I have a self-hosted web site that allows users to log in and view data stored in different files across a network. The web server is running a service that accesses the data and sends it to the users.
The setup is simple: The web server is a dedicated machine, networked with other data servers through a gigabit LAN. The web service is accessing the data through simple SMB file shares. It knows nothing of the network, and is just using simple filepaths like \\dataserver1\foo\bar.jpg
. Each data server is storing terabytes worth of data.
I'm noticing that the data access is somewhat slower than I expected. Is this the best way to make the data available to users? Is there a better, more efficient solution than SMB file shares?
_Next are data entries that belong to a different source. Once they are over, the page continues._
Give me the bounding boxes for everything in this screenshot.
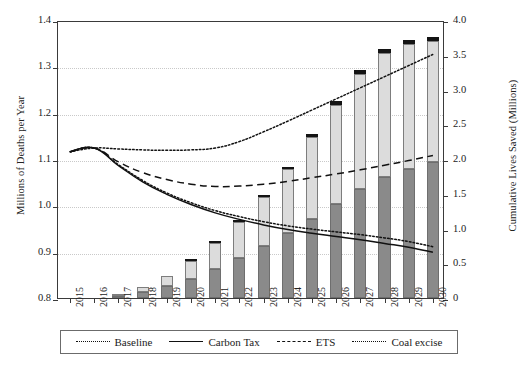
y-axis-right-tick-label: 1.5 bbox=[453, 188, 483, 199]
y-axis-right-tick-label: 2.0 bbox=[453, 153, 483, 164]
y-axis-left-tick-label: 1.0 bbox=[25, 199, 51, 210]
y-axis-left-tick-mark bbox=[53, 207, 58, 208]
x-axis-tick-label: 2029 bbox=[413, 273, 424, 307]
x-axis-tick-mark bbox=[312, 298, 313, 303]
legend-label: ETS bbox=[316, 336, 336, 348]
x-axis-tick-mark bbox=[360, 298, 361, 303]
x-axis-tick-mark bbox=[385, 298, 386, 303]
x-axis-tick-label: 2030 bbox=[437, 273, 448, 307]
y-axis-right-tick-mark bbox=[443, 92, 448, 93]
y-axis-left-tick-mark bbox=[53, 68, 58, 69]
x-axis-tick-mark bbox=[118, 298, 119, 303]
y-axis-right-title: Cumulative Lives Saved (Millions) bbox=[507, 66, 518, 246]
x-axis-tick-label: 2024 bbox=[292, 273, 303, 307]
legend-label: Carbon Tax bbox=[208, 336, 259, 348]
x-axis-tick-label: 2025 bbox=[316, 273, 327, 307]
x-axis-tick-mark bbox=[433, 298, 434, 303]
legend-item-coal-excise[interactable]: Coal excise bbox=[352, 336, 442, 348]
legend-swatch-solid-icon bbox=[169, 338, 203, 346]
y-axis-right-tick-mark bbox=[443, 161, 448, 162]
legend-swatch-dotted-icon bbox=[76, 338, 110, 346]
x-axis-tick-mark bbox=[94, 298, 95, 303]
y-axis-left-tick-mark bbox=[53, 161, 58, 162]
y-axis-right-tick-label: 3.5 bbox=[453, 49, 483, 60]
x-axis-tick-mark bbox=[336, 298, 337, 303]
y-axis-left-tick-mark bbox=[53, 254, 58, 255]
line-series-baseline bbox=[70, 54, 433, 151]
x-axis-tick-label: 2019 bbox=[171, 273, 182, 307]
legend-item-carbon-tax[interactable]: Carbon Tax bbox=[169, 336, 259, 348]
y-axis-left-tick-label: 0.8 bbox=[25, 292, 51, 303]
x-axis-tick-label: 2021 bbox=[219, 273, 230, 307]
chart-legend: BaselineCarbon TaxETSCoal excise bbox=[60, 330, 458, 354]
y-axis-left-tick-mark bbox=[53, 300, 58, 301]
y-axis-right-tick-label: 3.0 bbox=[453, 84, 483, 95]
line-series-ets bbox=[70, 147, 433, 186]
y-axis-right-tick-mark bbox=[443, 231, 448, 232]
x-axis-tick-mark bbox=[239, 298, 240, 303]
x-axis-tick-label: 2020 bbox=[195, 273, 206, 307]
x-axis-tick-mark bbox=[191, 298, 192, 303]
legend-label: Coal excise bbox=[391, 336, 442, 348]
line-series-group bbox=[58, 22, 445, 300]
x-axis-tick-label: 2027 bbox=[364, 273, 375, 307]
y-axis-left-tick-mark bbox=[53, 22, 58, 23]
legend-item-ets[interactable]: ETS bbox=[277, 336, 336, 348]
legend-swatch-dotted-icon bbox=[352, 338, 386, 346]
legend-item-baseline[interactable]: Baseline bbox=[76, 336, 153, 348]
x-axis-tick-mark bbox=[70, 298, 71, 303]
legend-label: Baseline bbox=[115, 336, 153, 348]
legend-swatch-dashed-icon bbox=[277, 338, 311, 346]
y-axis-right-tick-mark bbox=[443, 265, 448, 266]
x-axis-tick-label: 2028 bbox=[389, 273, 400, 307]
x-axis-tick-mark bbox=[409, 298, 410, 303]
y-axis-left-title: Millions of Deaths per Year bbox=[15, 76, 26, 236]
x-axis-tick-label: 2017 bbox=[122, 273, 133, 307]
x-axis-tick-mark bbox=[264, 298, 265, 303]
x-axis-tick-label: 2022 bbox=[243, 273, 254, 307]
figure-caption bbox=[8, 366, 268, 377]
y-axis-left-tick-label: 1.2 bbox=[25, 107, 51, 118]
x-axis-tick-label: 2016 bbox=[98, 273, 109, 307]
y-axis-left-tick-label: 1.1 bbox=[25, 153, 51, 164]
x-axis-tick-label: 2023 bbox=[268, 273, 279, 307]
x-axis-tick-label: 2018 bbox=[147, 273, 158, 307]
y-axis-right-tick-mark bbox=[443, 22, 448, 23]
y-axis-right-tick-mark bbox=[443, 126, 448, 127]
y-axis-left-tick-label: 1.3 bbox=[25, 60, 51, 71]
y-axis-right-tick-label: 0.5 bbox=[453, 257, 483, 268]
x-axis-tick-label: 2015 bbox=[74, 273, 85, 307]
y-axis-left-tick-label: 0.9 bbox=[25, 246, 51, 257]
x-axis-tick-mark bbox=[143, 298, 144, 303]
y-axis-right-tick-mark bbox=[443, 196, 448, 197]
x-axis-tick-mark bbox=[215, 298, 216, 303]
plot-area bbox=[57, 21, 444, 299]
chart-figure: Millions of Deaths per Year Cumulative L… bbox=[0, 0, 519, 377]
x-axis-tick-mark bbox=[288, 298, 289, 303]
y-axis-right-tick-label: 2.5 bbox=[453, 118, 483, 129]
x-axis-tick-mark bbox=[167, 298, 168, 303]
x-axis-tick-label: 2026 bbox=[340, 273, 351, 307]
y-axis-left-tick-label: 1.4 bbox=[25, 14, 51, 25]
y-axis-right-tick-mark bbox=[443, 57, 448, 58]
y-axis-right-tick-label: 4.0 bbox=[453, 14, 483, 25]
y-axis-right-tick-label: 0 bbox=[453, 292, 483, 303]
line-series-coal-excise bbox=[70, 147, 433, 246]
y-axis-left-tick-mark bbox=[53, 115, 58, 116]
y-axis-right-tick-label: 1.0 bbox=[453, 223, 483, 234]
This system is entirely Windows-based.
\Well, first - I would get rid of \\dataserver1\ - I really lOVE using DFS for organizing my shares in a hiararchy that does NOT contain the server name. Allows replication etc. at later stages.
That said - you are basically done. YOu need to find out where your bottlenecks are. On 2008R2 file shares are not particularly slow. But for large files, the network may be slow (gigabit lan - sorry - is not exactly fast, 80mbite per second is all you will get here). You may also have memory issues or overworked disc IO - so I suggest making a performance analysis on your storage servers.
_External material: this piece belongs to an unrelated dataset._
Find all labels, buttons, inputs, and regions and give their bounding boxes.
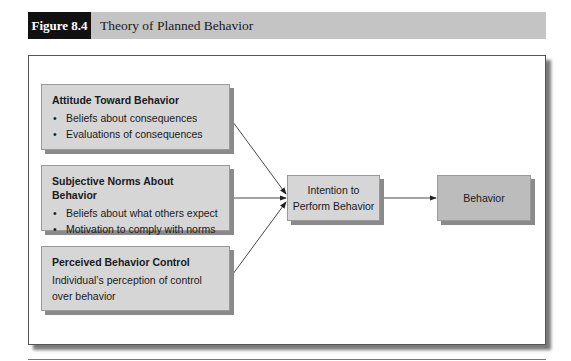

Can you please update your question with a more detailed analysis? Given "terabyte of data" I assume you may run into a problem with your web server saturating at least it's own side of tne network, in which case getting a switch with at least 1-2 10gbit ports is the only solution (or a card that allows binding). Even if individual servers do not serve more than 1gbit - the single web server side may be overloaded.
How much processing happens? How muc hdata is "thrown away" at the web server? If that is a lot, replace the SMB shares with web services on the servers that PRE-FILTER THE DATA, so the throw away part happens on the individual storage servers.
eally depends on waht you DO with it, and you dont give us enough information here to maake more than totally uneducated wild guesses.